Linda Robertson: Sochi Winter Olympics haunted by terrorism

Linda Robertson Miami Herald

The notion that the Olympics promote world peace through sport is as quaint as the notion that the Miss Universe pageant promotes world peace through swimsuit modeling.

The upcoming Sochi Winter Games present a particularly ugly example of Olympics as political pawn. Terrorists have vowed to deliver their message in blood.

Accompanying the announcement of the 230-member U.S. team this week were more warnings of attacks and more arrivals of police and soldiers in Sochi. The Russian government expects to deploy 60,000 security personnel in the region, which means one gun-toting guard for every 100 people attending the Games. Add bomb-sniffing dogs, surveillance cameras, drones and pat-downs and it makes for a very festive atmosphere, da? Unfortunately, for those who won’t be watching snowboarders and skaters from the safety of their sofas, nyet.

Sochi is a target illuminated by the Olympic spotlight. For a fanatic or jihadist, what better time and place to make a murderous statement?

When the International Olympic Committee chose Sochi in 2007 it was an unnecessary gamble, given the instability of the Caucasus region then and for past centuries. Now, it can only be called an act of hare-brained, irresponsible negligence.

The Olympics and events like them will always be a magnet for danger. But the IOC should not continue cozying up to repressive regimes in deluded attempts to reform them. Leave democracy building to the United Nations or Nobel Peace Prize visionaries, not to ex-fencers, skiers and yachtsmen.

The IOC couldn’t learn from Hitler’s glorification of Nazism in 1936?

Or the painful boycotts of Moscow in 1980 and Los Angeles in 1984? Or from China’s abuses of dissidents and poor people in its extravagant staging of Beijing 2008?

The IOC colluded with Russian strongman president Vladimir Putin’s ego in awarding him the Sochi Games. He has spent an Olympic record $51 billion to transform his favorite Black Sea summer resort and winter ski escape into an Olympic playground. Only time will tell whether venues keep seeing action or turn into white elephants, as they have in Beijing.

The cost of Putin’s two weeks on the Olympic platform has come in the form of massive kickbacks, environmental damage, deaths of two dozen construction workers, displacement of residents and detention of activists.

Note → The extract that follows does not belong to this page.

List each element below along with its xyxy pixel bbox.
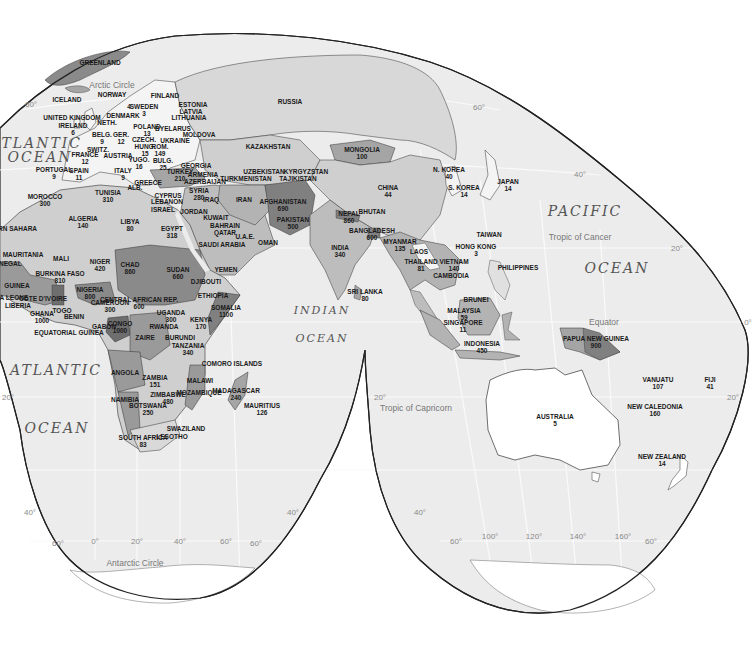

Hosting the Olympics has allowed Putin to crack down on a simmering revolt in the North Caucasus while emboldening Islamist militants. The Games are pitting Putin, who seeks to burnish his image and consolidate power, against those who want to destroy it and secede from his new Russia.

IOC president Thomas Bach praised Russia’s precautions Monday while glossing over its civil rights problems.

“Fear is a bad adviser,” Bach said. “I’m sorry to tell you I’m sleeping very well.”

Let us hope the athletes can say the same.